Francis disappeared into the shop, a long, narrow arcade lined with shelves, gloomy as a tomb save for the feeble glow of lanterns. He came back with two bolts of cloth, slipped into the
street, and spread them out on a trestle. Draping a corner of the sendal over his arm, he held it up to catch the sunlight.

"Notice, if you will," he said, trying hard to be friendly, "the enchanted glow."

I ran my hand over the silk.

"Doesn't it remind you of a spring day," he said, "when the meadows are green and the wind blows her sweetest and God's flowers bloom?"

I nodded and strove to follow his flight of fancy.

The three bells of San Niccolo broke forth, calling workers to their churchly tasks. The sound of the bells echoed in the narrow street. Raul, who had bought a parcel of serge, stood in the doorway watching. Signor Bernardone was also watching. He darted forth, took up the bolt of sendal, pushed his son aside none too gently, and said how well the silk matched my coloring. Without a word Francis quietly slipped away.

"I'll take a piece of sendal," I said. "And my father will pay you."
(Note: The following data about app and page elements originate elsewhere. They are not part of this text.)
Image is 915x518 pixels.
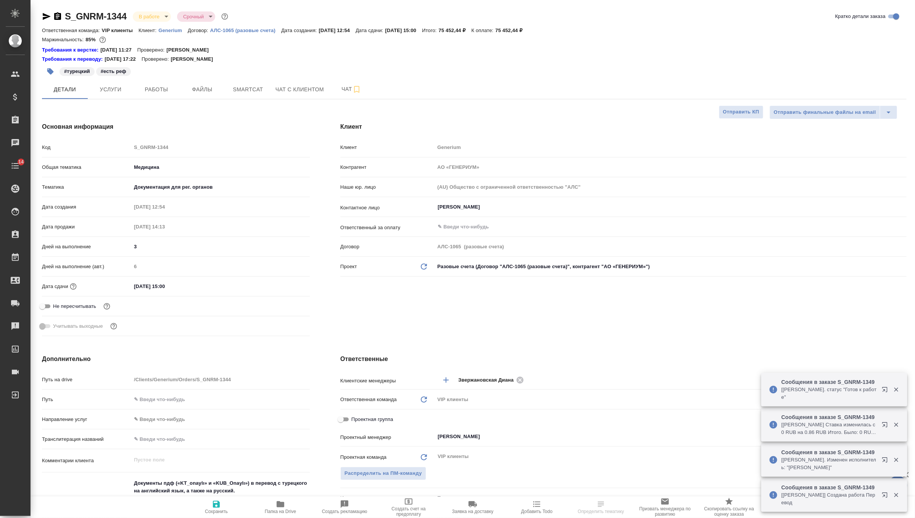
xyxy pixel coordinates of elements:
p: Контактное лицо [340,204,435,211]
span: Определить тематику [578,508,624,514]
div: ✎ Введи что-нибудь [134,415,301,423]
input: Пустое поле [435,161,907,173]
p: Дата сдачи: [356,27,385,33]
p: Сообщения в заказе S_GNRM-1349 [782,378,877,385]
p: [PERSON_NAME] [166,46,214,54]
button: Добавить тэг [42,63,59,80]
button: Если добавить услуги и заполнить их объемом, то дата рассчитается автоматически [68,281,78,291]
span: Не пересчитывать [53,302,96,310]
button: Отправить финальные файлы на email [770,105,880,119]
p: Сообщения в заказе S_GNRM-1349 [782,448,877,456]
h4: Клиент [340,122,907,131]
div: VIP клиенты [435,393,907,406]
span: Распределить на ПМ-команду [345,469,422,477]
button: Скопировать ссылку [53,12,62,21]
p: Комментарии клиента [42,456,131,464]
button: Выбери, если сб и вс нужно считать рабочими днями для выполнения заказа. [109,321,119,331]
span: Работы [138,85,175,94]
div: Прочее [435,491,907,504]
p: [DATE] 11:27 [100,46,137,54]
input: Пустое поле [435,241,907,252]
span: Звержановская Диана [458,376,518,384]
h4: Основная информация [42,122,310,131]
input: Пустое поле [131,221,198,232]
p: Общая тематика [42,163,131,171]
input: ✎ Введи что-нибудь [437,222,879,231]
p: [[PERSON_NAME]. статус "Готов к работе" [782,385,877,401]
p: Контрагент [340,163,435,171]
input: ✎ Введи что-нибудь [131,241,310,252]
input: ✎ Введи что-нибудь [131,281,198,292]
p: [[PERSON_NAME] Ставка изменилась с 0 RUB на 0.86 RUB Итого. Было: 0 RUB. Стало: 145.34 RUB [782,421,877,436]
button: Включи, если не хочешь, чтобы указанная дата сдачи изменилась после переставления заказа в 'Подтв... [102,301,112,311]
p: Проект [340,263,357,270]
button: Папка на Drive [248,496,313,518]
p: [[PERSON_NAME]] Создана работа Перевод [782,491,877,506]
span: Отправить финальные файлы на email [774,108,876,117]
div: Документация для рег. органов [131,181,310,193]
p: Проектный менеджер [340,433,435,441]
button: Сохранить [184,496,248,518]
p: Ответственная команда [340,395,397,403]
p: Клиент: [139,27,158,33]
p: К оплате: [472,27,496,33]
span: В заказе уже есть ответственный ПМ или ПМ группа [340,466,426,480]
span: Отправить КП [723,108,759,116]
div: Медицина [131,161,310,174]
p: Дата продажи [42,223,131,231]
span: Проектная группа [351,415,393,423]
h4: Ответственные [340,354,907,363]
p: Маржинальность: [42,37,85,42]
p: [DATE] 17:22 [105,55,142,63]
p: [[PERSON_NAME]. Изменен исполнитель: "[PERSON_NAME]" [782,456,877,471]
span: Призвать менеджера по развитию [638,506,693,516]
p: Договор: [188,27,210,33]
button: 9152.12 RUB; [98,35,108,45]
span: Заявка на доставку [452,508,493,514]
p: Дней на выполнение [42,243,131,250]
input: Пустое поле [131,374,310,385]
p: Дата создания [42,203,131,211]
button: Открыть в новой вкладке [877,417,896,435]
p: Клиент [340,143,435,151]
p: Проверено: [137,46,167,54]
input: ✎ Введи что-нибудь [131,393,310,405]
input: Пустое поле [131,201,198,212]
p: Путь [42,395,131,403]
button: Срочный [181,13,206,20]
button: Призвать менеджера по развитию [633,496,697,518]
button: Open [903,206,904,208]
button: Open [903,226,904,227]
button: Добавить Todo [505,496,569,518]
span: турецкий [59,68,95,74]
button: Отправить КП [719,105,764,119]
span: Учитывать выходные [53,322,103,330]
div: Нажми, чтобы открыть папку с инструкцией [42,55,105,63]
button: Распределить на ПМ-команду [340,466,426,480]
div: Нажми, чтобы открыть папку с инструкцией [42,46,100,54]
p: Итого: [422,27,439,33]
div: В работе [133,11,171,22]
p: Ответственный за оплату [340,224,435,231]
button: Добавить менеджера [437,371,455,389]
p: [PERSON_NAME] [171,55,219,63]
span: Smartcat [230,85,266,94]
div: ✎ Введи что-нибудь [131,413,310,426]
div: Разовые счета (Договор "АЛС-1065 (разовые счета)", контрагент "АО «ГЕНЕРИУМ»") [435,260,907,273]
p: Транслитерация названий [42,435,131,443]
button: Скопировать ссылку на оценку заказа [697,496,761,518]
p: Generium [158,27,188,33]
button: Доп статусы указывают на важность/срочность заказа [220,11,230,21]
p: Клиентские менеджеры [340,377,435,384]
input: Пустое поле [435,142,907,153]
button: Заявка на доставку [441,496,505,518]
p: Договор [340,243,435,250]
p: VIP клиенты [102,27,139,33]
p: #есть реф [101,68,126,75]
p: Дата создания: [281,27,319,33]
p: Ответственная команда: [42,27,102,33]
span: Чат [333,84,370,94]
p: Сообщения в заказе S_GNRM-1349 [782,483,877,491]
p: Тематика [42,183,131,191]
p: 75 452,44 ₽ [495,27,528,33]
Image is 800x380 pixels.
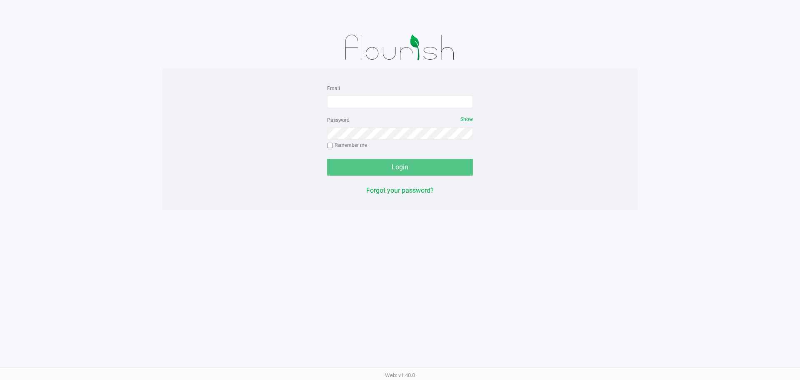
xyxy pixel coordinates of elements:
span: Show [461,116,473,122]
button: Forgot your password? [366,186,434,196]
span: Web: v1.40.0 [385,372,415,378]
label: Remember me [327,141,367,149]
label: Email [327,85,340,92]
input: Remember me [327,143,333,148]
label: Password [327,116,350,124]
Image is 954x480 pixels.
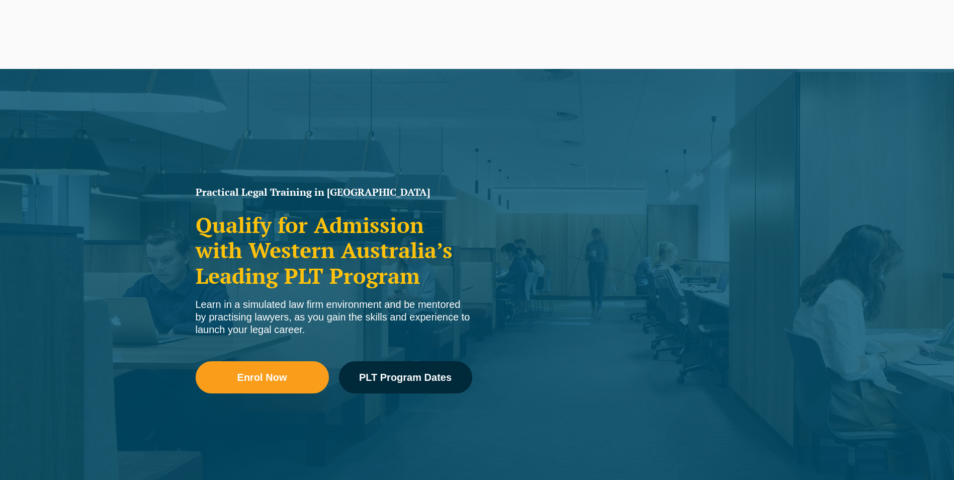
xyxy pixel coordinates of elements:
[196,212,472,288] h2: Qualify for Admission with Western Australia’s Leading PLT Program
[339,361,472,393] a: PLT Program Dates
[196,361,329,393] a: Enrol Now
[196,187,472,197] h1: Practical Legal Training in [GEOGRAPHIC_DATA]
[359,372,451,382] span: PLT Program Dates
[196,298,472,336] div: Learn in a simulated law firm environment and be mentored by practising lawyers, as you gain the ...
[237,372,287,382] span: Enrol Now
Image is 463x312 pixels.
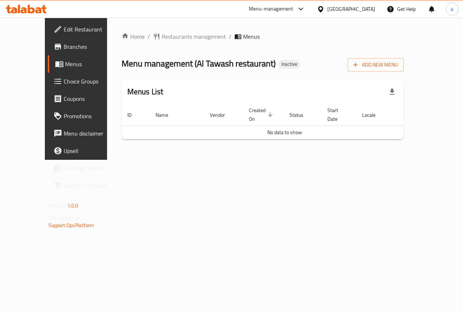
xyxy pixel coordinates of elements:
[127,111,141,119] span: ID
[64,129,116,138] span: Menu disclaimer
[48,21,122,38] a: Edit Restaurant
[327,106,347,123] span: Start Date
[249,5,293,13] div: Menu-management
[327,5,375,13] div: [GEOGRAPHIC_DATA]
[383,83,401,101] div: Export file
[267,128,302,137] span: No data to show
[67,201,78,210] span: 1.0.0
[64,77,116,86] span: Choice Groups
[48,73,122,90] a: Choice Groups
[162,32,226,41] span: Restaurants management
[48,221,94,230] a: Support.OpsPlatform
[48,213,82,223] span: Get support on:
[148,32,150,41] li: /
[353,60,398,69] span: Add New Menu
[64,25,116,34] span: Edit Restaurant
[278,61,300,67] span: Inactive
[155,111,178,119] span: Name
[393,104,448,126] th: Actions
[121,55,276,72] span: Menu management ( Al Tawash restaurant )
[48,201,66,210] span: Version:
[121,104,448,140] table: enhanced table
[347,58,403,72] button: Add New Menu
[48,107,122,125] a: Promotions
[64,146,116,155] span: Upsell
[48,142,122,159] a: Upsell
[48,55,122,73] a: Menus
[121,32,145,41] a: Home
[249,106,275,123] span: Created On
[64,112,116,120] span: Promotions
[48,125,122,142] a: Menu disclaimer
[210,111,234,119] span: Vendor
[48,90,122,107] a: Coupons
[121,32,404,41] nav: breadcrumb
[64,164,116,172] span: Coverage Report
[64,42,116,51] span: Branches
[229,32,231,41] li: /
[64,94,116,103] span: Coupons
[362,111,385,119] span: Locale
[64,181,116,190] span: Grocery Checklist
[243,32,260,41] span: Menus
[48,177,122,194] a: Grocery Checklist
[153,32,226,41] a: Restaurants management
[65,60,116,68] span: Menus
[48,159,122,177] a: Coverage Report
[289,111,313,119] span: Status
[451,5,453,13] span: a
[127,86,163,97] h2: Menus List
[48,38,122,55] a: Branches
[278,60,300,69] div: Inactive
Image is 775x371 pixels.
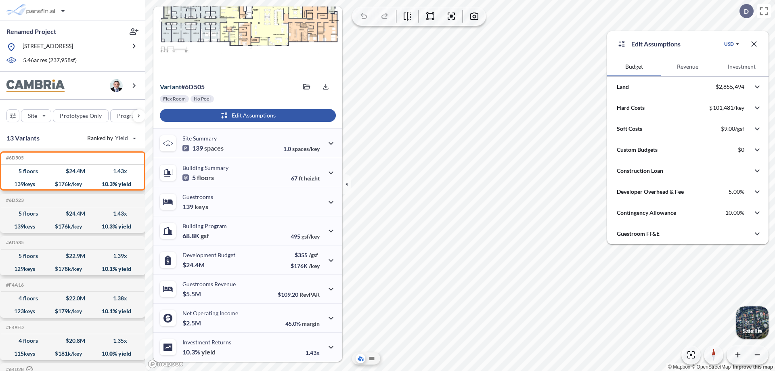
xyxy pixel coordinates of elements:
span: gsf [201,232,209,240]
a: Mapbox homepage [148,359,183,369]
button: Investment [715,57,769,76]
p: 495 [291,233,320,240]
p: Satellite [743,328,762,334]
p: $109.20 [278,291,320,298]
p: D [744,8,749,15]
p: 5.46 acres ( 237,958 sf) [23,56,77,65]
p: Edit Assumptions [631,39,681,49]
span: Yield [115,134,128,142]
p: $24.4M [182,261,206,269]
h5: Click to copy the code [4,282,24,288]
p: 1.0 [283,145,320,152]
a: OpenStreetMap [691,364,731,370]
p: Developer Overhead & Fee [617,188,684,196]
p: 5 [182,174,214,182]
p: 5.00% [729,188,744,195]
button: Edit Assumptions [160,109,336,122]
span: margin [302,320,320,327]
p: 45.0% [285,320,320,327]
button: Aerial View [356,354,365,363]
p: Building Program [182,222,227,229]
p: Building Summary [182,164,228,171]
button: Site [21,109,51,122]
p: Flex Room [163,96,186,102]
p: Land [617,83,629,91]
p: Guestrooms [182,193,213,200]
p: 67 [291,175,320,182]
p: Guestrooms Revenue [182,281,236,287]
button: Site Plan [367,354,377,363]
span: yield [201,348,216,356]
p: 13 Variants [6,133,40,143]
p: [STREET_ADDRESS] [23,42,73,52]
p: $2.5M [182,319,202,327]
span: gsf/key [302,233,320,240]
p: Contingency Allowance [617,209,676,217]
h5: Click to copy the code [4,325,24,330]
p: 68.8K [182,232,209,240]
p: Guestroom FF&E [617,230,660,238]
p: Site [28,112,37,120]
h5: Click to copy the code [4,155,24,161]
a: Improve this map [733,364,773,370]
p: 139 [182,203,208,211]
button: Revenue [661,57,714,76]
p: 139 [182,144,224,152]
span: Variant [160,83,181,90]
p: $176K [291,262,320,269]
img: Switcher Image [736,306,769,339]
p: No Pool [194,96,211,102]
p: $101,481/key [709,104,744,111]
span: height [304,175,320,182]
span: ft [299,175,303,182]
p: $5.5M [182,290,202,298]
div: USD [724,41,734,47]
p: 10.00% [725,209,744,216]
button: Prototypes Only [53,109,109,122]
p: $2,855,494 [716,83,744,90]
span: spaces/key [292,145,320,152]
button: Ranked by Yield [81,132,141,145]
img: user logo [110,79,123,92]
p: Hard Costs [617,104,645,112]
p: Prototypes Only [60,112,102,120]
h5: Click to copy the code [4,240,24,245]
span: /key [309,262,320,269]
p: Site Summary [182,135,217,142]
h5: Click to copy the code [4,197,24,203]
p: 1.43x [306,349,320,356]
p: Development Budget [182,251,235,258]
p: $355 [291,251,320,258]
p: # 6d505 [160,83,205,91]
button: Program [110,109,154,122]
img: BrandImage [6,80,65,92]
p: Construction Loan [617,167,663,175]
p: Custom Budgets [617,146,658,154]
span: floors [197,174,214,182]
p: 10.3% [182,348,216,356]
p: Soft Costs [617,125,642,133]
a: Mapbox [668,364,690,370]
span: spaces [204,144,224,152]
span: /gsf [309,251,318,258]
p: Program [117,112,140,120]
span: RevPAR [300,291,320,298]
p: $9.00/gsf [721,125,744,132]
button: Budget [607,57,661,76]
p: Net Operating Income [182,310,238,316]
p: $0 [738,146,744,153]
span: keys [195,203,208,211]
button: Switcher ImageSatellite [736,306,769,339]
p: Investment Returns [182,339,231,346]
p: Renamed Project [6,27,56,36]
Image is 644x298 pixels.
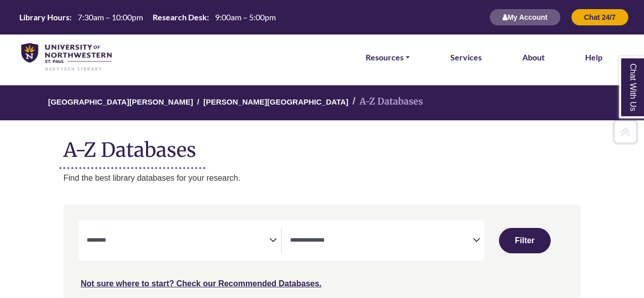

"That's not necessary," Bernardone explained. "Pay when you visit us again. I'll have Moorish cloth quite soon. This coming week, perhaps, depending upon the thieves that guard the way and the cloth thieves themselves."

4

The sky had darkened, and as we left the shelter of Via
Portico the wind swooped down upon us. Simonetta ruffled her feathers and took a firmer grip on my wrist.

"You're very silent," Raul said. "You seem somewhat chastened. What goes on in your head?"

"Lengths of lovely cloth," I said, "that Signor Bernardone has collected from over the world. The velvets from Paris and the sendal from Venice and—"

"No," Raul said, "not the cloth, of course not. Something else. What is it?"

I spurred the horse to a canter and left him behind, but I had not gone far when I felt a sharp tug at the saddle cloth. Francis Bernardone was running along beside me. With all sorts of wild thoughts racing through my head, I reined in and waited for him to speak.

"What do you call your little hawk?" he asked, out of breath, his face clouded.

"Simonetta," I said.

"A very pretty name for a very pretty bird. But tell me, why do you keep her chained on such a wonderful day? The wind blows and there's music in the sky. Please, friend, take off the hood and let her loose to share this wondrous hour."

I looked down upon him in dismay. His dour expression had not changed. Was he mad? Raul had ridden on and was beckoning to me from the far side of the square. I was tempted to follow him and leave Francis Bernardone standing there in the bitter wind.

"You carry the falcon on your wrist because all the other rich girls do so," he said. "It's the fashion these days. But the falcon wishes to visit heaven, which is her home."

"How do you know what she wishes to do?" I asked, turning the horse round him in a circle.

"I know because I see it in her eyes."

"How can you see her eyes? You can't, because she's wearing a hood."